NEED TO access a Polish nursery in Clonsilla? Or a Lithuanian school in Inchicore? Looking for the consulate of San Marino? Or Bollywood’s Irish arm? Or even the church of the Syro-Malabar community?
All are listed in a new guide to Dublin for migrants, along with more prosaic entries about the tax office, Fás and the like, which was launched yesterday by President Mary McAleese.
Find Your Way claims to be the first directory to list all community groups representing migrant communities in the capital. An initiative of Dublin City Public Libraries and the Citizens’ Information Service, it also includes information about accessing employment, education, local authority and social welfare services.
The directory, which is accompanied by a handy map, has been published initially in English and Russian, with Polish, Chinese and French versions to come later this month. Portuguese, Romanian, Arabic and Lithuanian translations will be added later.
Mrs McAleese said the guide would provide invaluable assistance to members of Irelands newer communities in settling here, whether permanently or for a short time. She said Irish people had long experience of immigration, and knew of the sense of loss and “amputation of all that is familiar” that accompanies it. However, she added, we also understood the value of gaining the distilled wisdom of those who had gone before us.
Lord Mayor Eibhlin Byrne said that although people were not coming to Ireland in anything like the numbers they once were, now, more than ever, there was a need to promote integration in Dublin.
Almost one-quarter of those visiting Citizens’ Information Service offices are non-Irish, and this proportion rises to 60 per cent in the CIS main office in Dublin, on O’Connell Street. Migrants are also heavy users of Dublin libraries and those using the Central Library in the Ilac Centre come from 132 different countries.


:: Problem details ::
A faithful copy of the entries is required, with no images in it.

■ ■ ■

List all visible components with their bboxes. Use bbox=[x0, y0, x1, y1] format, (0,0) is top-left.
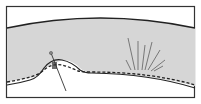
pin-shadow bbox=[52, 62, 57, 69]
pin-head bbox=[49, 51, 52, 54]
diagram-canvas bbox=[0, 0, 201, 104]
diagram-svg bbox=[0, 0, 201, 104]
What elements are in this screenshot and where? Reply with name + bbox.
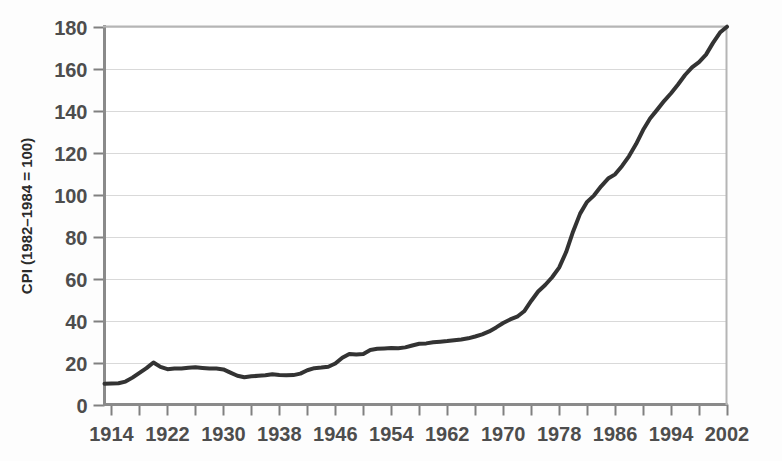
x-tick-label: 1938 xyxy=(257,423,302,445)
x-tick-label: 1954 xyxy=(369,423,414,445)
x-tick-label: 1930 xyxy=(201,423,246,445)
x-tick-label: 1914 xyxy=(89,423,134,445)
y-tick-label: 140 xyxy=(54,101,87,123)
y-tick-label: 0 xyxy=(76,395,87,417)
y-axis-title: CPI (1982–1984 = 100) xyxy=(18,138,35,294)
y-tick-label: 160 xyxy=(54,59,87,81)
y-tick-label: 180 xyxy=(54,17,87,39)
plot-area-background xyxy=(103,26,727,405)
y-tick-label: 40 xyxy=(65,311,87,333)
y-tick-label: 120 xyxy=(54,143,87,165)
cpi-line-chart-figure: 020406080100120140160180 191419221930193… xyxy=(0,0,782,461)
x-tick-label: 1994 xyxy=(649,423,694,445)
x-tick-label: 2002 xyxy=(705,423,750,445)
y-tick-label: 60 xyxy=(65,269,87,291)
x-tick-label: 1970 xyxy=(481,423,526,445)
x-tick-label: 1922 xyxy=(145,423,190,445)
y-tick-label: 20 xyxy=(65,353,87,375)
y-tick-label: 80 xyxy=(65,227,87,249)
x-tick-label: 1978 xyxy=(537,423,582,445)
y-tick-label: 100 xyxy=(54,185,87,207)
x-tick-label: 1962 xyxy=(425,423,470,445)
x-tick-label: 1946 xyxy=(313,423,358,445)
chart-canvas: 020406080100120140160180 191419221930193… xyxy=(0,0,782,461)
x-tick-label: 1986 xyxy=(593,423,638,445)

■ ■ ■

:: Solved exercise ::
List all visible components with their bboxes. Use bbox=[x0, y0, x1, y1] format, (0,0) is top-left.
pin-shadow bbox=[52, 62, 57, 69]
pin-head bbox=[49, 51, 52, 54]
diagram-canvas bbox=[0, 0, 201, 104]
diagram-svg bbox=[0, 0, 201, 104]
What elements are in this screenshot and where? Reply with name + bbox.
x-tick-label: 1938 xyxy=(257,423,302,445)
x-tick-label: 1954 xyxy=(369,423,414,445)
x-tick-label: 1930 xyxy=(201,423,246,445)
x-tick-label: 1914 xyxy=(89,423,134,445)
y-tick-label: 140 xyxy=(54,101,87,123)
y-tick-label: 0 xyxy=(76,395,87,417)
y-axis-title: CPI (1982–1984 = 100) xyxy=(18,138,35,294)
y-tick-label: 160 xyxy=(54,59,87,81)
y-tick-label: 180 xyxy=(54,17,87,39)
plot-area-background xyxy=(103,26,727,405)
y-tick-label: 40 xyxy=(65,311,87,333)
y-tick-label: 120 xyxy=(54,143,87,165)
cpi-line-chart-figure: 020406080100120140160180 191419221930193… xyxy=(0,0,782,461)
x-tick-label: 1994 xyxy=(649,423,694,445)
x-tick-label: 2002 xyxy=(705,423,750,445)
y-tick-label: 60 xyxy=(65,269,87,291)
x-tick-label: 1970 xyxy=(481,423,526,445)
x-tick-label: 1922 xyxy=(145,423,190,445)
y-tick-label: 20 xyxy=(65,353,87,375)
y-tick-label: 80 xyxy=(65,227,87,249)
x-tick-label: 1978 xyxy=(537,423,582,445)
y-tick-label: 100 xyxy=(54,185,87,207)
x-tick-label: 1962 xyxy=(425,423,470,445)
x-tick-label: 1946 xyxy=(313,423,358,445)
chart-canvas: 020406080100120140160180 191419221930193… xyxy=(0,0,782,461)
x-tick-label: 1986 xyxy=(593,423,638,445)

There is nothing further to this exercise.